Over the next few weeks it turned out we had more in common than we thought. For one, we both had no idea what was going on in earth science. We couldn't follow the scribbling on the board. We didn't hand in our homework. We fell asleep a lot, cheek resting on hand, then eyes slowly and grudgingly blinking closed. A minute later we'd both be face down, lying on an arm, drooling over a notebook. We never talked with each other about anything other than labs, but when you fall asleep two inches from someone else's face, it's surprisingly intimate. The moment when you both wake up with a start you are embarrassed accomplices.

That year Neil was reading "On the Road" by Jack Kerouac and "Naked Lunch" by William S. Burroughs. He was also writing. Tiny scrawl lined up improbably neatly on white copy paper. One day I asked to see and he handed me a stack of ten double-sided pages. I poured over the short story later that day in study hall. I was mesmerized. The prose was on par with anything I'd read in the New Yorker fiction edition. There was sex and intrigue. Droppings of the F bomb. Downward spiral swirling around a burned-out young man living in a New York apartment. His refrigerator light was burned out, but when he put his hand in the fridge it was still cold. That detail is the bit I remember. It was so vivid and real. An observation of base reality and yet a metaphor for our entire young lives.

Neil went to college at Oberlin. My boyfriend brought back reports that he had run into him while touring the Ohio campus. He waxed awe-struck. Neil was the picture of a young man as an artist. Dressed in black. Prolific through the wee hours of the morning. The brand of cigarettes he smoked was impossibly cool.

Neil moved to New York and pursued the life you might imagine. Trips to third world countries. Drugs and drinking and profligacy - but never too much. As a writer he tried everything both 100% and as an observer. He took in each experience, held it against his cheek like tobacco. Felt its tingle. Spit.

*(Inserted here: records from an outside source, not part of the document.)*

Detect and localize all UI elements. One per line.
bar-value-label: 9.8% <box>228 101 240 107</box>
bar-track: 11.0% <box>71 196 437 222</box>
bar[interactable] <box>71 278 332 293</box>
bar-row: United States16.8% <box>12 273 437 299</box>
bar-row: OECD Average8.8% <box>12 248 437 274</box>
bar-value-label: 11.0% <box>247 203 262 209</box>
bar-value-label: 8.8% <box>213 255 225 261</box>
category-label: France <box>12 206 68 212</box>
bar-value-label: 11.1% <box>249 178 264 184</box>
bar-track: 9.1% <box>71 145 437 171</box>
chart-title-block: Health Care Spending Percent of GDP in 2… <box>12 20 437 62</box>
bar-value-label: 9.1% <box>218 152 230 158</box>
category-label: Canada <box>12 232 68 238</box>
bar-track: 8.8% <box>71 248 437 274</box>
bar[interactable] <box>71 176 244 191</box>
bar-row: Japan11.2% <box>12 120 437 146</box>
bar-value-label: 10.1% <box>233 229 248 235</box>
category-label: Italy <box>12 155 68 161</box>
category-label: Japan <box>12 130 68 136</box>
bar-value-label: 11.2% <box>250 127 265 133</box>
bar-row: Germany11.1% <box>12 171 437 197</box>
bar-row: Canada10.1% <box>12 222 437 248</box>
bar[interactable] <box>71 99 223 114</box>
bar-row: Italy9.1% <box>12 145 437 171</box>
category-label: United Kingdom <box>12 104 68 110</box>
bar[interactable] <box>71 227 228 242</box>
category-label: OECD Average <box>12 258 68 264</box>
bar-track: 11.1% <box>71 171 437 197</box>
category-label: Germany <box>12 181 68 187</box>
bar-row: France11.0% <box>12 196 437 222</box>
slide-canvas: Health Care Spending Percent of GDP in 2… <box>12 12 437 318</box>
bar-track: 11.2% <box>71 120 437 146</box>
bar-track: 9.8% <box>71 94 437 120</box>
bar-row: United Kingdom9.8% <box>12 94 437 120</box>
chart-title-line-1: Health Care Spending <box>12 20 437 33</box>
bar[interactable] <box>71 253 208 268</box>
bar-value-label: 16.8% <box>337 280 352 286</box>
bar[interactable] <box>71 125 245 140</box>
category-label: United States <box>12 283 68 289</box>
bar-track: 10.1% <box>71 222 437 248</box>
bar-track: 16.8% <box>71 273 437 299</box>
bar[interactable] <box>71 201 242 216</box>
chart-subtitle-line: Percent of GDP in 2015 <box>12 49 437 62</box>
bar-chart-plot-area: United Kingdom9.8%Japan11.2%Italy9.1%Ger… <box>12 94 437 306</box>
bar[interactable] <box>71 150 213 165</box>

Apart from his writing I don't know what kind of adult Neil became, although I feel justified in saying that it was something impossibly cool. What I imagine, from knowing him ten plus years ago and from reading his missives recently, is that he lived life head-on.

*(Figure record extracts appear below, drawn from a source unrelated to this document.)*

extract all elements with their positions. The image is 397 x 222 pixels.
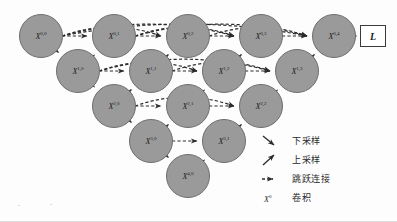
legend-item-skip: 跳跃连接 <box>258 169 394 188</box>
conv-node-x20: X2,0 <box>92 84 136 128</box>
conv-node-label: X1,3 <box>291 66 302 76</box>
legend-item-conv: X0 卷积 <box>258 188 394 207</box>
scan-speck <box>18 205 20 206</box>
upsample-arrow <box>241 55 242 56</box>
conv-symbol: X0 <box>258 195 271 204</box>
conv-node-icon: X0 <box>258 188 292 207</box>
conv-node-x00: X0,0 <box>19 14 63 58</box>
scan-speck <box>50 204 52 205</box>
legend-label-skip: 跳跃连接 <box>292 172 330 185</box>
conv-node-label: X0,3 <box>255 31 266 41</box>
conv-node-x01: X0,1 <box>92 14 136 58</box>
conv-node-label: X0,1 <box>108 31 119 41</box>
arrow-up-right-icon <box>258 150 292 169</box>
upsample-arrow <box>168 55 169 56</box>
conv-node-label: X2,1 <box>182 101 193 111</box>
arrow-down-right-icon <box>258 131 292 150</box>
conv-node-label: X0,4 <box>328 31 339 41</box>
conv-node-x04: X0,4 <box>312 14 356 58</box>
conv-node-label: X0,0 <box>35 31 46 41</box>
figure-canvas: X0,0X0,1X0,2X0,3X0,4X1,0X1,1X1,2X1,3X2,0… <box>0 0 397 222</box>
upsample-arrow <box>168 125 169 126</box>
conv-node-x31: X3,1 <box>202 119 246 163</box>
legend-item-downsample: 下采样 <box>258 131 394 150</box>
upsample-arrow <box>241 125 242 126</box>
loss-box: L <box>360 25 386 47</box>
conv-node-x11: X1,1 <box>129 49 173 93</box>
conv-node-x12: X1,2 <box>202 49 246 93</box>
downsample-arrow <box>131 122 132 123</box>
conv-node-label: X1,0 <box>72 66 83 76</box>
conv-node-label: X0,2 <box>182 31 193 41</box>
upsample-arrow <box>314 55 315 56</box>
downsample-arrow <box>168 157 169 158</box>
dashed-arrow-icon <box>258 169 292 188</box>
conv-node-x10: X1,0 <box>56 49 100 93</box>
conv-node-label: X2,2 <box>255 101 266 111</box>
legend-label-conv: 卷积 <box>292 191 311 204</box>
conv-node-x03: X0,3 <box>239 14 283 58</box>
conv-node-label: X3,1 <box>218 136 229 146</box>
legend-item-upsample: 上采样 <box>258 150 394 169</box>
conv-node-x13: X1,3 <box>275 49 319 93</box>
conv-node-label: X1,1 <box>145 66 156 76</box>
conv-node-x02: X0,2 <box>166 14 210 58</box>
conv-node-x40: X4,0 <box>166 154 210 198</box>
figure-bottom-rule <box>0 221 397 222</box>
conv-node-label: X2,0 <box>108 101 119 111</box>
conv-node-label: X3,0 <box>145 136 156 146</box>
downsample-arrow <box>58 52 59 53</box>
loss-label: L <box>370 31 376 42</box>
legend: 下采样 上采样 跳跃连接 X0 卷积 <box>258 131 394 207</box>
conv-node-label: X4,0 <box>182 171 193 181</box>
legend-label-upsample: 上采样 <box>292 153 321 166</box>
conv-node-label: X1,2 <box>218 66 229 76</box>
conv-node-x22: X2,2 <box>239 84 283 128</box>
legend-label-downsample: 下采样 <box>292 134 321 147</box>
upsample-arrow <box>131 90 132 91</box>
conv-node-x21: X2,1 <box>166 84 210 128</box>
conv-node-x30: X3,0 <box>129 119 173 163</box>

This is what Neil wrote recently about boxing:

Training twice a day can be exhausting, like my body’s held together by naproxen and Tiger Balm. But this seems like the only way it can be right now.  Sometimes I feel like I'm bored by everything but training, or else emotionally overwhelmed by it; other times I feel like if I'm exhausted and in pain, then this can't be a vacation, which is good, because a two-month vacation would be frivolous.  Because if this is a vacation, then I would feel pressure to be having fun.  I would be on a failed fucking vacation, which is the most depressing thing I can imagine.  

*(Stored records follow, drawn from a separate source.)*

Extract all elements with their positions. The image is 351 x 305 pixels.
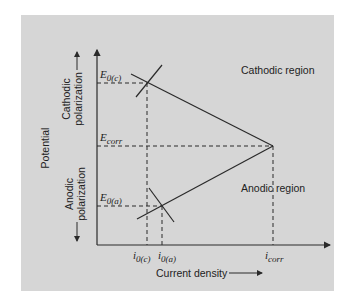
evans-diagram: Potential Cathodic polarization Anodic p… (0, 0, 351, 305)
ecorr-label: Ecorr (99, 131, 123, 146)
e0a-label: E0(a) (99, 191, 122, 206)
anodic-polarization-label-2: polarization (75, 167, 87, 221)
icorr-label: icorr (265, 249, 284, 264)
x-axis-label: Current density (156, 267, 228, 279)
cathodic-exchange-line (136, 65, 162, 97)
anodic-region-label: Anodic region (241, 182, 305, 194)
y-axis-label: Potential (39, 128, 51, 169)
cathodic-polarization-line (131, 74, 273, 146)
i0a-label: i0(a) (158, 249, 176, 264)
e0c-label: E0(c) (99, 68, 121, 83)
cathodic-polarization-label-1: Cathodic (60, 78, 72, 119)
cathodic-region-label: Cathodic region (241, 64, 315, 76)
cathodic-polarization-label-2: polarization (72, 72, 84, 126)
i0c-label: i0(c) (133, 249, 151, 264)
anodic-polarization-label-1: Anodic (63, 178, 75, 210)
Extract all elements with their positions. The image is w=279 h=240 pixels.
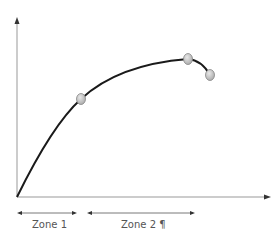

But it goes deeper than that, for sure.  A couple people have asked me about what it is I like about boxing... ...In boxing, even failure is something that you can hold on to.

If we can say one beautiful perfect thing about a disgusting and terrible tragedy, it's that Neil wasn't waiting on the rest of us to start living. He was effing doing it. Life doesn't make sense. It's beautiful and crappy. Sometimes it feels like it's going on unbearably long, and then it ends far too abruptly. But however it goes, you live it damnit. You live the shit out of it.

The following quote is attributed to Marvis Leyrer.

Life's journey is not to arrive at the grave safely, in a well preserved body, but rather to skid in sideways, totally worn out, shouting "Holy shit, what a ride!"